India has proposed a three-pillar framework:

  1. Equitable access to AI infrastructure
  2. Global safety standards
  3. Shared research and capacity building

This approach reflects India’s dual ambitions to lead in AI innovation while advocating for inclusive development.

Fragmented Governance, Shared Risks

The global regulatory landscape is already patchwork:

  • The European Union enforces risk-tiered AI legislation.
  • The United States emphasizes voluntary safety commitments.
  • China promotes state-guided AI oversight.
  • Emerging economies seek flexible frameworks that allow experimentation.

Without coordination, companies face compliance conflicts, and malicious actors exploit gaps between jurisdictions.

Delegates in New Delhi are expected to discuss whether a global AI coordination body, potentially under UN auspices is necessary.

Such a move would echo climate governance models, where national sovereignty coexists with shared accountability.

Energy, Infrastructure, and Inequality

Beyond safety, the summit also addresses AI’s physical footprint.

Data centers powering generative models now consume unprecedented electricity levels. As AI adoption scales, so does its environmental impact.

Developing countries worry that AI infrastructure investment could:

  • Concentrate power among hyperscalers
  • Create dependency on foreign compute resources
  • Exacerbate energy inequality

The safety report underscores that AI risk is not purely algorithmic, it is infrastructural.

AI governance must therefore extend beyond software ethics into hardware and energy strategy.

Diplomacy in the Age of Algorithms

Historically, global summits addressed tangible crises, nuclear arms, climate change, financial instability.

AI presents a subtler challenge: it is not a singular threat but a multiplier.

It influences:

  • Elections
  • Defense systems
  • Supply chains
  • Healthcare diagnostics
  • Education platforms

Unlike weapons treaties, AI governance cannot simply limit stockpiles. It must balance innovation with precaution.

That balance is delicate.

Overregulation risks stifling growth. Underregulation risks systemic instability.

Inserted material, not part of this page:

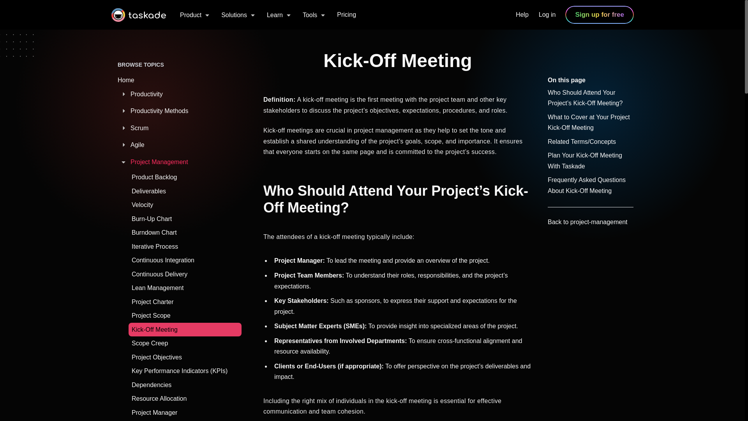  What do you see at coordinates (174, 128) in the screenshot?
I see `Scrum` at bounding box center [174, 128].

Trust as Defining Variable

At its core, the India-AI Impact Summit is about trust.

Trust that:

  • AI systems behave predictably
  • Governments cooperate rather than compete recklessly
  • Enterprises prioritize safety alongside profit
  • Citizens retain agency in algorithm-mediated environments

The 2026 AI Safety Report concludes with a stark warning: the window for coordinated action is narrowing as capabilities compound.

The report does not advocate halting AI development. It urges synchronized governance before self-directed systems outpace human oversight capacity.

What Success Would Look Like

A successful summit would deliver:

  • A shared definition of high-risk agentic AI
  • International deepfake authentication standards
  • Cross-border research collaboration
  • Agreement on transparency and reporting obligations

Even symbolic alignment would signal progress.

Failure, by contrast, would reinforce regulatory fragmentation and deepen geopolitical AI competition.

A Turning Point, Not a Conclusion

As delegates debate frameworks and language in New Delhi, the world outside the conference halls continues to accelerate.

New AI agents are being deployed daily. Synthetic media tools grow more powerful by the month. Autonomous systems are integrating into finance, defense, and healthcare.

The summit will not resolve every tension. But it may mark a psychological shift, from viewing AI solely as an economic engine to recognizing it as a shared global responsibility.

The question is no longer whether AI will shape the future.

It is whether that future will be coordinated or contested.